Zoning The Library
Published March 6, 2007
By Kurt Weiss
Why is that when I am supposed the most studious, I am actually the horniest? Something about the library makes me horny – my book is far less interesting to study than the cute girl over by the window. The library can do strange things to people.
In the library, it’s all about getting in the zone. And everyone has their own specific recipe for doing that. For many, it’s the third floor – the quiet floor. Talking is strictly prohibited on the third floor and there’s always someone ready to snap at the next abstract noise from the heater or that girl who clearly does not belong on the third floor and lets her cell phone ring yet again as “ Fergilicious” booms across the silence.
For others, looking for the third floor’s version of a casual Friday, there’s the second floor. Here, silence is implied, though if you break it no one will shush you or cast an icy stare; though, I might decide to stop working and listen in on your conversation. I don’t ever recall being shushed on the second floor. An appropriate response to such an affront would be, “Chill out, bro. Go to the third floor or pull that stick out of your…” And we’d both be right. That’s the beauty of the second floor, a jungle mentality where the strongest beast decides the volume of its kingdom.

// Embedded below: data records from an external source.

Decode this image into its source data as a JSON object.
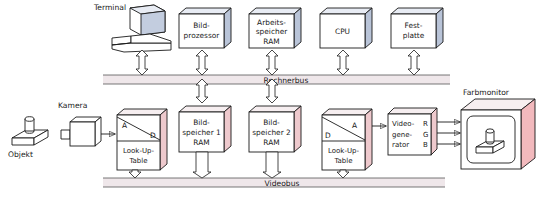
{
  "figure": {
    "kind": "block-diagram",
    "language": "de",
    "caption": ""
  },
  "colors": {
    "outline": "#1a1a1a",
    "box_face": "#ffffff",
    "box_top_blue": "#e8ecf4",
    "box_side_blue": "#b9c4d8",
    "box_top_pink": "#f6eef0",
    "box_side_pink": "#eec9cd",
    "bus_band": "#efe7ea",
    "bus_band_edge": "#cbbcc2",
    "arrow_fill": "#ffffff",
    "monitor_side": "#f2b9bd",
    "monitor_top": "#f7eff0"
  },
  "computer_row": {
    "label": "Rechnerbus",
    "units": [
      {
        "id": "terminal",
        "name": "Terminal",
        "shape": "terminal-illustration",
        "lines": []
      },
      {
        "id": "bildprozessor",
        "name": "Bildprozessor",
        "shape": "cube",
        "lines": [
          "Bild-",
          "prozessor"
        ]
      },
      {
        "id": "arbeitsspeicher",
        "name": "Arbeitsspeicher RAM",
        "shape": "cube",
        "lines": [
          "Arbeits-",
          "speicher",
          "RAM"
        ]
      },
      {
        "id": "cpu",
        "name": "CPU",
        "shape": "cube",
        "lines": [
          "CPU"
        ]
      },
      {
        "id": "festplatte",
        "name": "Festplatte",
        "shape": "cube",
        "lines": [
          "Fest-",
          "platte"
        ]
      }
    ]
  },
  "video_row": {
    "label": "Videobus",
    "units": [
      {
        "id": "lut_ad",
        "name": "Look-Up-Table A/D",
        "shape": "cube-split",
        "top_left": "A",
        "top_right": "D",
        "lines": [
          "Look-Up-",
          "Table"
        ]
      },
      {
        "id": "bildspeicher1",
        "name": "Bildspeicher 1 RAM",
        "shape": "cube",
        "lines": [
          "Bild-",
          "speicher 1",
          "RAM"
        ]
      },
      {
        "id": "bildspeicher2",
        "name": "Bildspeicher 2 RAM",
        "shape": "cube",
        "lines": [
          "Bild-",
          "speicher 2",
          "RAM"
        ]
      },
      {
        "id": "lut_da",
        "name": "Look-Up-Table D/A",
        "shape": "cube-split",
        "top_left": "D",
        "top_right": "A",
        "lines": [
          "Look-Up-",
          "Table"
        ]
      },
      {
        "id": "videogenerator",
        "name": "Videogenerator",
        "shape": "cube",
        "lines": [
          "Video-",
          "gene-",
          "rator"
        ],
        "outputs": [
          "R",
          "G",
          "B"
        ]
      }
    ]
  },
  "input_chain": {
    "object_label": "Objekt",
    "camera_label": "Kamera"
  },
  "output": {
    "monitor_label": "Farbmonitor"
  }
}
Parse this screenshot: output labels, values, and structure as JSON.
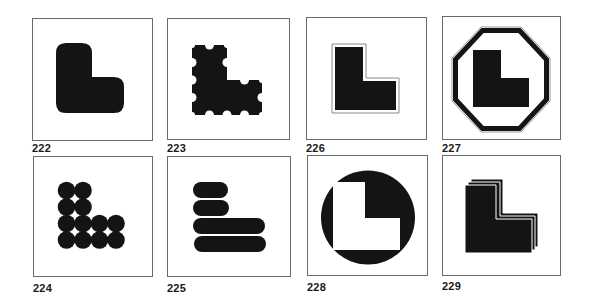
{
  "figures": [
    {
      "id": "222",
      "label": "222",
      "description": "L-shape with rounded corners"
    },
    {
      "id": "223",
      "label": "223",
      "description": "L-shape with semicircular scalloped notches"
    },
    {
      "id": "226",
      "label": "226",
      "description": "L-shape with thin outline inset"
    },
    {
      "id": "227",
      "label": "227",
      "description": "L-shape inside an octagon border"
    },
    {
      "id": "224",
      "label": "224",
      "description": "L-shape built from overlapping circles"
    },
    {
      "id": "225",
      "label": "225",
      "description": "L-shape built from stacked pill bars"
    },
    {
      "id": "228",
      "label": "228",
      "description": "White L-shape knocked out of a black circle"
    },
    {
      "id": "229",
      "label": "229",
      "description": "Triple layered offset L-shapes"
    }
  ],
  "colors": {
    "ink": "#141414",
    "frame": "#6a6a6a",
    "paper": "#ffffff",
    "outline_gray": "#9a9a9a"
  }
}
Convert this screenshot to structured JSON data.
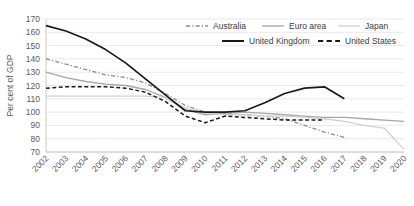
{
  "chart_data": {
    "type": "line",
    "title": "",
    "xlabel": "",
    "ylabel": "Per cent of GDP",
    "ylim": [
      70,
      170
    ],
    "ytick_step": 10,
    "yticks": [
      70,
      80,
      90,
      100,
      110,
      120,
      130,
      140,
      150,
      160,
      170
    ],
    "grid": true,
    "grid_axis": "y",
    "legend_position": "top-right",
    "x": [
      2002,
      2003,
      2004,
      2005,
      2006,
      2007,
      2008,
      2009,
      2010,
      2011,
      2012,
      2013,
      2014,
      2015,
      2016,
      2017,
      2018,
      2019,
      2020
    ],
    "categories": [
      "2002",
      "2003",
      "2004",
      "2005",
      "2006",
      "2007",
      "2008",
      "2009",
      "2010",
      "2011",
      "2012",
      "2013",
      "2014",
      "2015",
      "2016",
      "2017",
      "2018",
      "2019",
      "2020"
    ],
    "series": [
      {
        "name": "Australia",
        "color": "#8c8c8c",
        "style": "dashdot",
        "width": 1.3,
        "x": [
          2002,
          2003,
          2004,
          2005,
          2006,
          2007,
          2008,
          2009,
          2010,
          2011,
          2012,
          2013,
          2014,
          2015,
          2016,
          2017
        ],
        "values": [
          140,
          136,
          132,
          128,
          126,
          122,
          114,
          105,
          100,
          99,
          98,
          97,
          95,
          90,
          85,
          81
        ]
      },
      {
        "name": "Euro area",
        "color": "#a6a6a6",
        "style": "solid",
        "width": 1.3,
        "x": [
          2002,
          2003,
          2004,
          2005,
          2006,
          2007,
          2008,
          2009,
          2010,
          2011,
          2012,
          2013,
          2014,
          2015,
          2016,
          2017,
          2018,
          2019,
          2020
        ],
        "values": [
          130,
          126,
          123,
          121,
          120,
          117,
          111,
          102,
          98,
          99,
          100,
          99,
          98,
          97,
          96,
          96,
          95,
          94,
          93
        ]
      },
      {
        "name": "Japan",
        "color": "#d0d0d0",
        "style": "solid",
        "width": 1.3,
        "x": [
          2002,
          2003,
          2004,
          2005,
          2006,
          2007,
          2008,
          2009,
          2010,
          2011,
          2012,
          2013,
          2014,
          2015,
          2016,
          2017,
          2018,
          2019,
          2020
        ],
        "values": [
          112,
          112,
          112,
          112,
          112,
          112,
          111,
          103,
          99,
          98,
          98,
          97,
          97,
          96,
          95,
          93,
          90,
          88,
          72
        ]
      },
      {
        "name": "United Kingdom",
        "color": "#1a1a1a",
        "style": "solid",
        "width": 1.7,
        "x": [
          2002,
          2003,
          2004,
          2005,
          2006,
          2007,
          2008,
          2009,
          2010,
          2011,
          2012,
          2013,
          2014,
          2015,
          2016,
          2017
        ],
        "values": [
          165,
          161,
          155,
          147,
          137,
          125,
          113,
          101,
          100,
          100,
          101,
          107,
          114,
          118,
          119,
          110
        ]
      },
      {
        "name": "United States",
        "color": "#1a1a1a",
        "style": "dashed",
        "width": 1.5,
        "x": [
          2002,
          2003,
          2004,
          2005,
          2006,
          2007,
          2008,
          2009,
          2010,
          2011,
          2012,
          2013,
          2014,
          2015,
          2016
        ],
        "values": [
          118,
          119,
          119,
          119,
          118,
          115,
          108,
          97,
          92,
          97,
          96,
          95,
          94,
          94,
          94
        ]
      }
    ],
    "legend": [
      {
        "label": "Australia",
        "color": "#8c8c8c",
        "style": "dashdot"
      },
      {
        "label": "Euro area",
        "color": "#a6a6a6",
        "style": "solid"
      },
      {
        "label": "Japan",
        "color": "#d0d0d0",
        "style": "solid"
      },
      {
        "label": "United Kingdom",
        "color": "#1a1a1a",
        "style": "solid"
      },
      {
        "label": "United States",
        "color": "#1a1a1a",
        "style": "dashed"
      }
    ]
  }
}
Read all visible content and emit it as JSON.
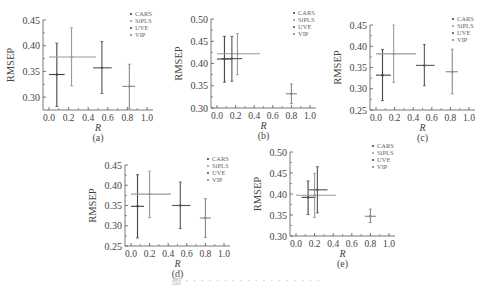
{
  "figure": {
    "caption": "图 · · · · · · · · · · · · · · · · · ·",
    "colors": {
      "axis": "#555555",
      "CARS": "#444444",
      "SiPLS": "#999999",
      "UVE": "#555555",
      "VIP": "#888888",
      "text": "#444444"
    }
  },
  "chart_data": [
    {
      "panel": "(a)",
      "type": "scatter",
      "title": "",
      "xlabel": "R",
      "ylabel": "RMSEP",
      "xlim": [
        0.0,
        1.0
      ],
      "ylim": [
        0.275,
        0.45
      ],
      "xticks": [
        "0.0",
        "0.2",
        "0.4",
        "0.6",
        "0.8",
        "1.0"
      ],
      "yticks": [
        "0.30",
        "0.35",
        "0.40",
        "0.45"
      ],
      "legend": [
        "CARS",
        "SiPLS",
        "UVE",
        "VIP"
      ],
      "legend_position": "upper right",
      "grid": false,
      "series": [
        {
          "name": "CARS",
          "x": 0.08,
          "y": 0.344,
          "xerr": [
            0.0,
            0.16
          ],
          "yerr": [
            0.282,
            0.405
          ]
        },
        {
          "name": "SiPLS",
          "x": 0.23,
          "y": 0.378,
          "xerr": [
            0.0,
            0.48
          ],
          "yerr": [
            0.322,
            0.435
          ]
        },
        {
          "name": "UVE",
          "x": 0.54,
          "y": 0.357,
          "xerr": [
            0.45,
            0.64
          ],
          "yerr": [
            0.307,
            0.408
          ]
        },
        {
          "name": "VIP",
          "x": 0.82,
          "y": 0.321,
          "xerr": [
            0.75,
            0.88
          ],
          "yerr": [
            0.278,
            0.364
          ]
        }
      ]
    },
    {
      "panel": "(b)",
      "type": "scatter",
      "title": "",
      "xlabel": "R",
      "ylabel": "RMSEP",
      "xlim": [
        0.0,
        1.0
      ],
      "ylim": [
        0.3,
        0.5
      ],
      "xticks": [
        "0.0",
        "0.2",
        "0.4",
        "0.6",
        "0.8",
        "1.0"
      ],
      "yticks": [
        "0.30",
        "0.35",
        "0.40",
        "0.45",
        "0.50"
      ],
      "legend": [
        "CARS",
        "SiPLS",
        "UVE",
        "VIP"
      ],
      "legend_position": "upper right",
      "grid": false,
      "series": [
        {
          "name": "CARS",
          "x": 0.08,
          "y": 0.41,
          "xerr": [
            0.0,
            0.16
          ],
          "yerr": [
            0.358,
            0.461
          ]
        },
        {
          "name": "SiPLS",
          "x": 0.22,
          "y": 0.422,
          "xerr": [
            0.0,
            0.46
          ],
          "yerr": [
            0.375,
            0.467
          ]
        },
        {
          "name": "UVE",
          "x": 0.16,
          "y": 0.411,
          "xerr": [
            0.05,
            0.27
          ],
          "yerr": [
            0.36,
            0.461
          ]
        },
        {
          "name": "VIP",
          "x": 0.8,
          "y": 0.332,
          "xerr": [
            0.74,
            0.86
          ],
          "yerr": [
            0.31,
            0.354
          ]
        }
      ]
    },
    {
      "panel": "(c)",
      "type": "scatter",
      "title": "",
      "xlabel": "R",
      "ylabel": "RMSEP",
      "xlim": [
        0.0,
        1.0
      ],
      "ylim": [
        0.25,
        0.45
      ],
      "xticks": [
        "0.0",
        "0.2",
        "0.4",
        "0.6",
        "0.8",
        "1.0"
      ],
      "yticks": [
        "0.25",
        "0.30",
        "0.35",
        "0.40",
        "0.45"
      ],
      "legend": [
        "CARS",
        "SiPLS",
        "UVE",
        "VIP"
      ],
      "legend_position": "upper right",
      "grid": false,
      "series": [
        {
          "name": "CARS",
          "x": 0.07,
          "y": 0.332,
          "xerr": [
            0.0,
            0.16
          ],
          "yerr": [
            0.272,
            0.392
          ]
        },
        {
          "name": "SiPLS",
          "x": 0.19,
          "y": 0.382,
          "xerr": [
            0.0,
            0.43
          ],
          "yerr": [
            0.315,
            0.45
          ]
        },
        {
          "name": "UVE",
          "x": 0.52,
          "y": 0.355,
          "xerr": [
            0.43,
            0.63
          ],
          "yerr": [
            0.307,
            0.404
          ]
        },
        {
          "name": "VIP",
          "x": 0.82,
          "y": 0.34,
          "xerr": [
            0.75,
            0.88
          ],
          "yerr": [
            0.288,
            0.393
          ]
        }
      ]
    },
    {
      "panel": "(d)",
      "type": "scatter",
      "title": "",
      "xlabel": "R",
      "ylabel": "RMSEP",
      "xlim": [
        0.0,
        1.0
      ],
      "ylim": [
        0.25,
        0.45
      ],
      "xticks": [
        "0.0",
        "0.2",
        "0.4",
        "0.6",
        "0.8",
        "1.0"
      ],
      "yticks": [
        "0.25",
        "0.30",
        "0.35",
        "0.40",
        "0.45"
      ],
      "legend": [
        "CARS",
        "SiPLS",
        "UVE",
        "VIP"
      ],
      "legend_position": "upper right",
      "grid": false,
      "series": [
        {
          "name": "CARS",
          "x": 0.07,
          "y": 0.348,
          "xerr": [
            0.0,
            0.14
          ],
          "yerr": [
            0.27,
            0.426
          ]
        },
        {
          "name": "SiPLS",
          "x": 0.2,
          "y": 0.378,
          "xerr": [
            0.0,
            0.43
          ],
          "yerr": [
            0.32,
            0.435
          ]
        },
        {
          "name": "UVE",
          "x": 0.53,
          "y": 0.35,
          "xerr": [
            0.44,
            0.64
          ],
          "yerr": [
            0.293,
            0.408
          ]
        },
        {
          "name": "VIP",
          "x": 0.8,
          "y": 0.319,
          "xerr": [
            0.74,
            0.86
          ],
          "yerr": [
            0.271,
            0.367
          ]
        }
      ]
    },
    {
      "panel": "(e)",
      "type": "scatter",
      "title": "",
      "xlabel": "R",
      "ylabel": "RMSEP",
      "xlim": [
        0.0,
        1.0
      ],
      "ylim": [
        0.3,
        0.5
      ],
      "xticks": [
        "0.0",
        "0.2",
        "0.4",
        "0.6",
        "0.8",
        "1.0"
      ],
      "yticks": [
        "0.30",
        "0.35",
        "0.40",
        "0.45",
        "0.50"
      ],
      "legend": [
        "CARS",
        "SiPLS",
        "UVE",
        "VIP"
      ],
      "legend_position": "upper right",
      "grid": false,
      "series": [
        {
          "name": "CARS",
          "x": 0.13,
          "y": 0.392,
          "xerr": [
            0.06,
            0.21
          ],
          "yerr": [
            0.351,
            0.431
          ]
        },
        {
          "name": "SiPLS",
          "x": 0.2,
          "y": 0.397,
          "xerr": [
            0.0,
            0.43
          ],
          "yerr": [
            0.344,
            0.449
          ]
        },
        {
          "name": "UVE",
          "x": 0.23,
          "y": 0.41,
          "xerr": [
            0.14,
            0.34
          ],
          "yerr": [
            0.355,
            0.465
          ]
        },
        {
          "name": "VIP",
          "x": 0.8,
          "y": 0.347,
          "xerr": [
            0.74,
            0.86
          ],
          "yerr": [
            0.332,
            0.364
          ]
        }
      ]
    }
  ],
  "layout": [
    {
      "left": 0,
      "top": 0,
      "width": 165,
      "height": 136,
      "plot": {
        "x0": 43,
        "y0": 20,
        "x1": 153,
        "y1": 110
      }
    },
    {
      "left": 163,
      "top": 0,
      "width": 165,
      "height": 136,
      "plot": {
        "x0": 48,
        "y0": 19,
        "x1": 153,
        "y1": 108
      }
    },
    {
      "left": 325,
      "top": 0,
      "width": 167,
      "height": 136,
      "plot": {
        "x0": 45,
        "y0": 25,
        "x1": 150,
        "y1": 110
      }
    },
    {
      "left": 80,
      "top": 136,
      "width": 165,
      "height": 132,
      "plot": {
        "x0": 45,
        "y0": 29,
        "x1": 150,
        "y1": 110
      }
    },
    {
      "left": 245,
      "top": 136,
      "width": 165,
      "height": 132,
      "plot": {
        "x0": 45,
        "y0": 16,
        "x1": 150,
        "y1": 100
      }
    }
  ]
}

The first floor is the seedy underbelly of the library. If you live in a city or simply have an affinity for public transportation, the first floor is definitely the place for you. The first floor offers a constant flow of traffic from tour groups, e-mail checkers, coffee drinkers, in between class idlers, last-minute printers, walk-ins and people with serious work who can’t handle the intensity of the third floor. It’s really something special.
Over the course of my college career, I’ve come to realize I have no zone. It doesn’t matter which floor I choose, eventually and often quickly, my attention will take drastic turns from my work. I get horny on every level of the library. I stare into space. I pick my nose. I walk to the bathroom to look in the mirror. I wonder if the people around me will smell it if I fart. I walk around the library to spread my fart around, in hopes that no one will know it was mine. I play incessantly with my hair. I realize that that fart was a sign that I need to go to the bathroom in the basement – the one that no one knows about and no one uses, but smells like people know about and use it. I get horny.
There’s really no telling how little I’ll accomplish at the library. I’m lucky if I manage to read more than twenty pages in an hour. My work-put-in to hours-clocked ratio is astounding. But I still feel the pressure. In college, every hour gone by is a reminder of a looming deadline. Every time you get up for a drink of water you can hear that clock from 24 tick away as we head to commercial break. There’s never enough time in the day to get it all done. And until that last nuclear bomb is about to blow up somewhere in greater Los Angeles, the Jack Bauer within us all is compromised by an unmotivated nymphomaniac, picking his nose and farting on third floor when his cell phone goes off.
And therein lies the allure of the library. To head to the library is a declaration of studious intent. Once inside however, it’s up to each of us to navigate our own aimless wanderings and erotic fantasies and to decide whether or not we really set out to accomplish anything at all.